Vaccine trials on monkeys and chimpanzees have routinely failed to elicit a satisfactory immune response against the HIV, the cause behind Aids.

No headway on HIV vaccine after 20 years

Global efforts over the last two decades to produce an HIV vaccine have made little headway. Here’s why: Vaccine trials on monkeys and chimpanzees have routinely failed to elicit a satisfactory immune response against the human immuno-deficiency virus, the cause behind acquired immuno-deficiency syndrome (Aids).
Monkeys and chimpanzees, normally used for clinical trials, have medical parameters close to humans.

“Efforts to produce a vaccine against HIV have not been succeeding due to unavailability of suitable animal species for clinical trials,’’ Dr Ramesh Paranjape, director, National Aids Research Institute (Nari) said. Polio and malaria are other diseases that took longer periods for vaccine development.
On the use of monkeys in clinical trials, Paranjape said monkeys are used in HIV vaccine trials as they get the infection simian immuno-deficiency virus, which is 60% identical to that of the HIV virus found in humans.

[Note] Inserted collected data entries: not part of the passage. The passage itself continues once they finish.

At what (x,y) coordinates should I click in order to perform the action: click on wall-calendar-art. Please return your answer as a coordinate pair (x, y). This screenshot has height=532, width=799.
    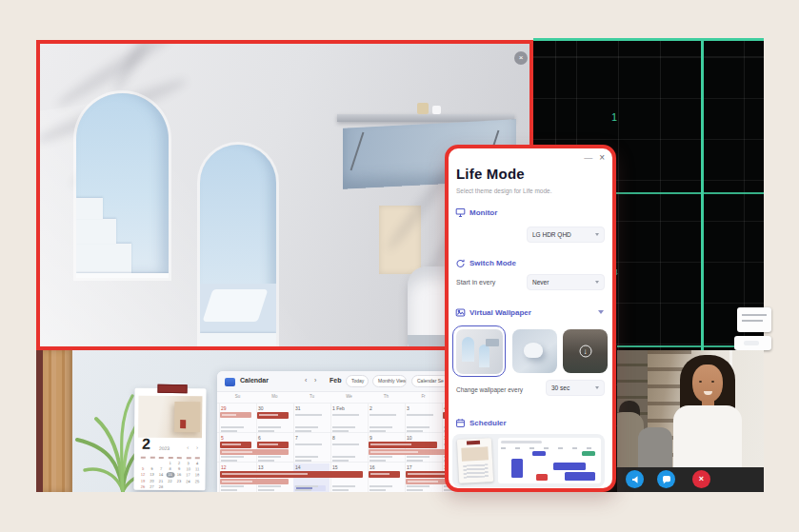
    Looking at the image, I should click on (170, 417).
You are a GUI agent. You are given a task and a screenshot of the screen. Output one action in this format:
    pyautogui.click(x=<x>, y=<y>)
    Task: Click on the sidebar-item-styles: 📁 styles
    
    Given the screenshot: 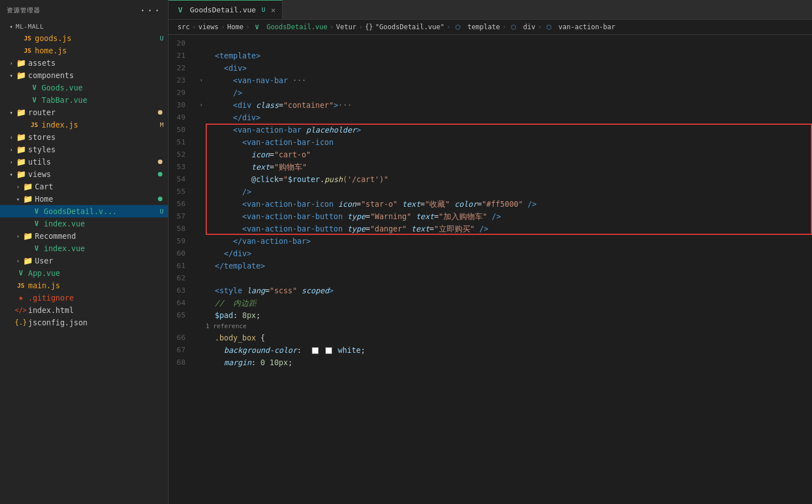 What is the action you would take?
    pyautogui.click(x=84, y=149)
    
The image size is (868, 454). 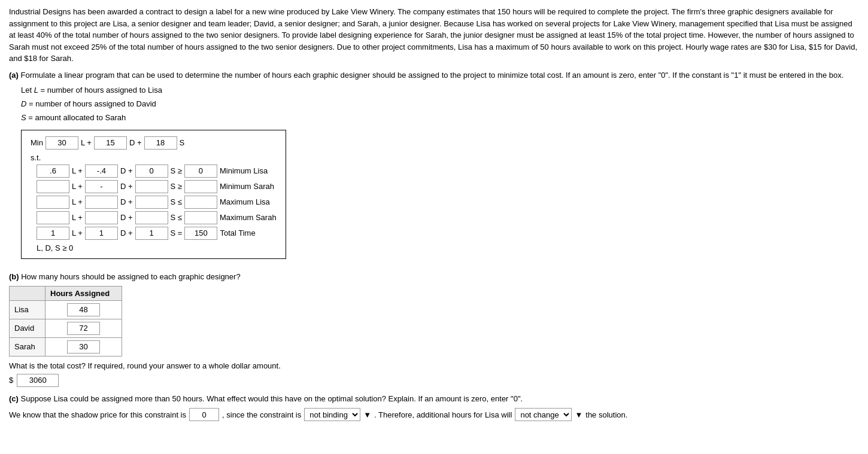 What do you see at coordinates (182, 142) in the screenshot?
I see `obj-var-3: S` at bounding box center [182, 142].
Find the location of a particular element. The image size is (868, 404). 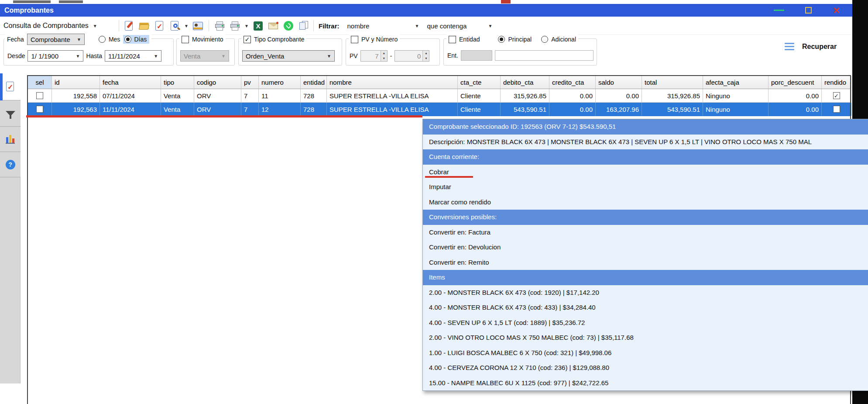

cell-entidad: 728 is located at coordinates (314, 96).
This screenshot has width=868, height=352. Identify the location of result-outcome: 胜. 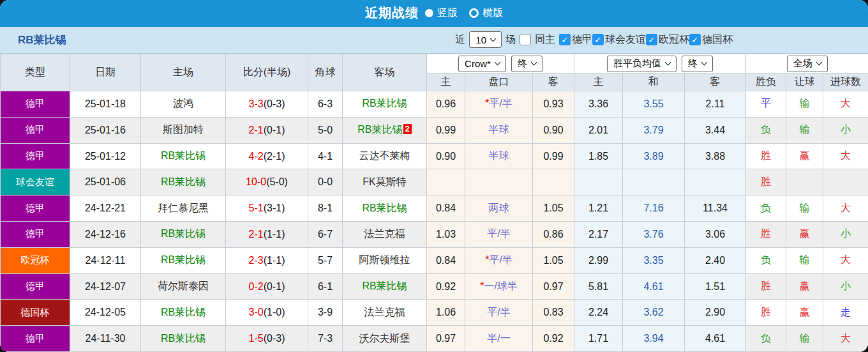
(766, 156).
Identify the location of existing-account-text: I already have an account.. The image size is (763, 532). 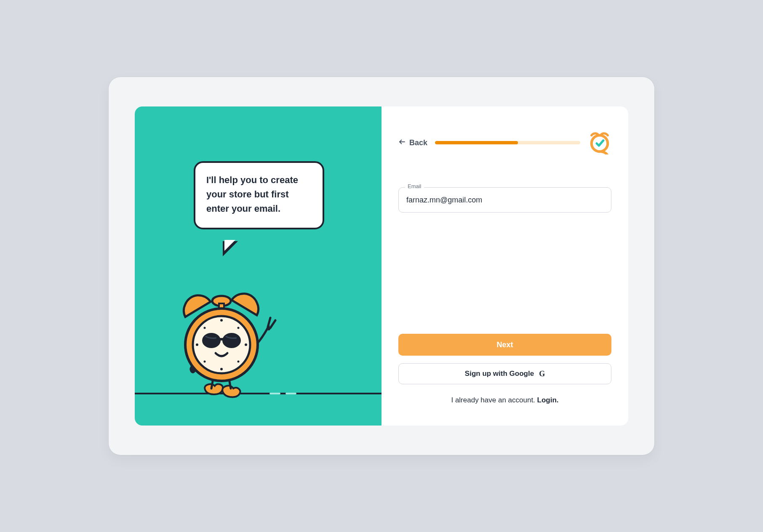
(494, 400).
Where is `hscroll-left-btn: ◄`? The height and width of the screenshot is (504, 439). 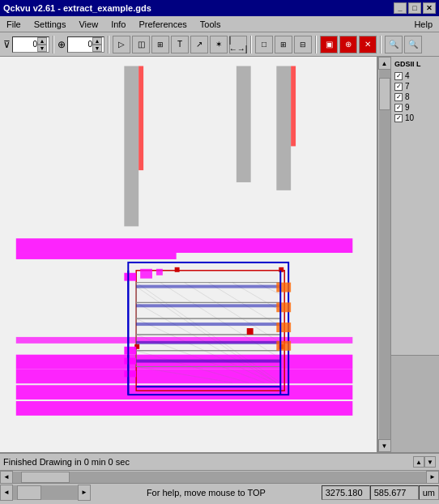
hscroll-left-btn: ◄ is located at coordinates (6, 477).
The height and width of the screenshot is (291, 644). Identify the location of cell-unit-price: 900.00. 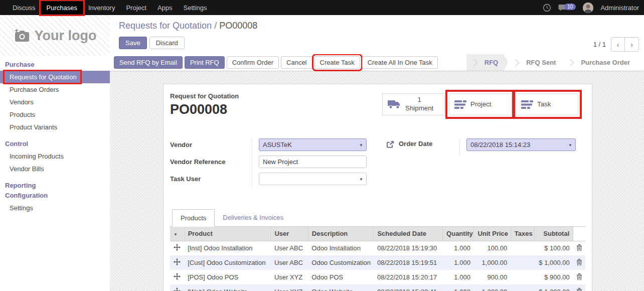
(493, 277).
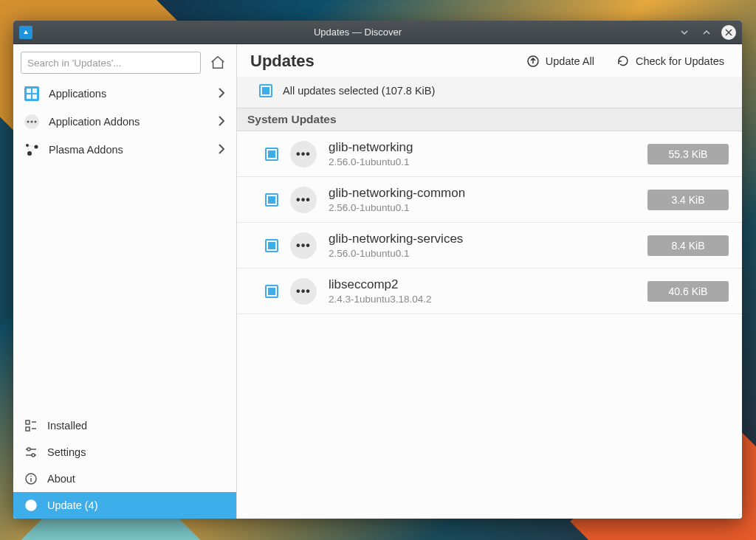 The width and height of the screenshot is (756, 540). What do you see at coordinates (688, 200) in the screenshot?
I see `package-size: 3.4 KiB` at bounding box center [688, 200].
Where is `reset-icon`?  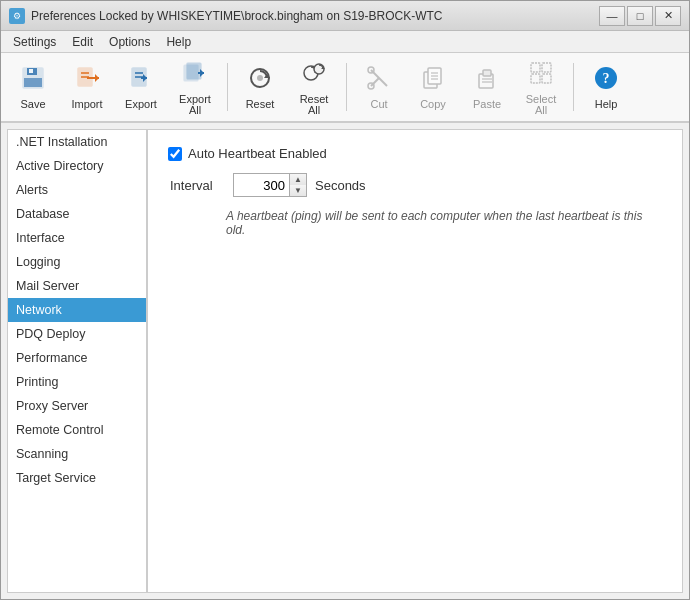
reset-icon is located at coordinates (260, 80).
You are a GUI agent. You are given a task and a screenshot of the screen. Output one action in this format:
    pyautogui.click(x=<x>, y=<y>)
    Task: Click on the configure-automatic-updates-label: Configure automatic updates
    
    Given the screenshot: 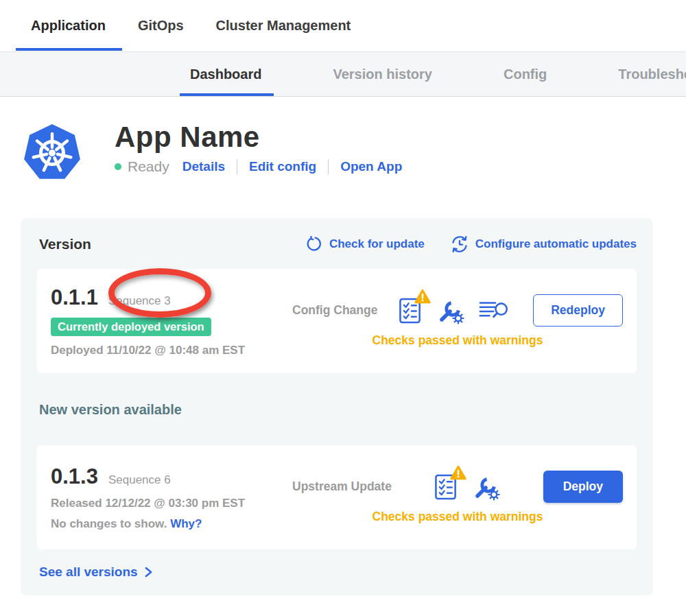 What is the action you would take?
    pyautogui.click(x=556, y=244)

“We infect them to see the vaccine’s efficacy and check whether it prevents the subject from getting the virus. But every time the animals are vaccinated, they get the infection.

This means the vaccine was unsuccessful in saving the animal and that will be case with humans,” he said.

According to Paranjape, the animal model has been found unsuitable across the globe. On an ideal animal model needed for HIV trials, he said researchers need an animal model that, after vaccination, generates immune response against the virus and does not get infected with the potent HIV virus.

NARI, established under the Indian Council of Medical Research in 1992 at Bhosari near Pune, has been at the forefront of attempts to develop a HIV vaccine in India. Its first phase of human trials began in 2005 and was called off in 2006 as the vaccine Adeno-Associated Virus Vector failed to bring results.

One human trial began at the end of last year at NARI, while three research studies are on currently to assess the response of patients who take anti-retroviral therapy (ART). While one study includes ART clinical trials for treatment, another includes ART trials in prevention of HIV transmission and ART in HIV and TB combined.

Dr Atmaram Bandivdekar, assistant director, National Institute for Research in Reproductive Health, Mumbai, which is associated with NARI in medical research, had a similar opinion as Paranjape. He said 20-25 trials have failed globally so far, besides four in India.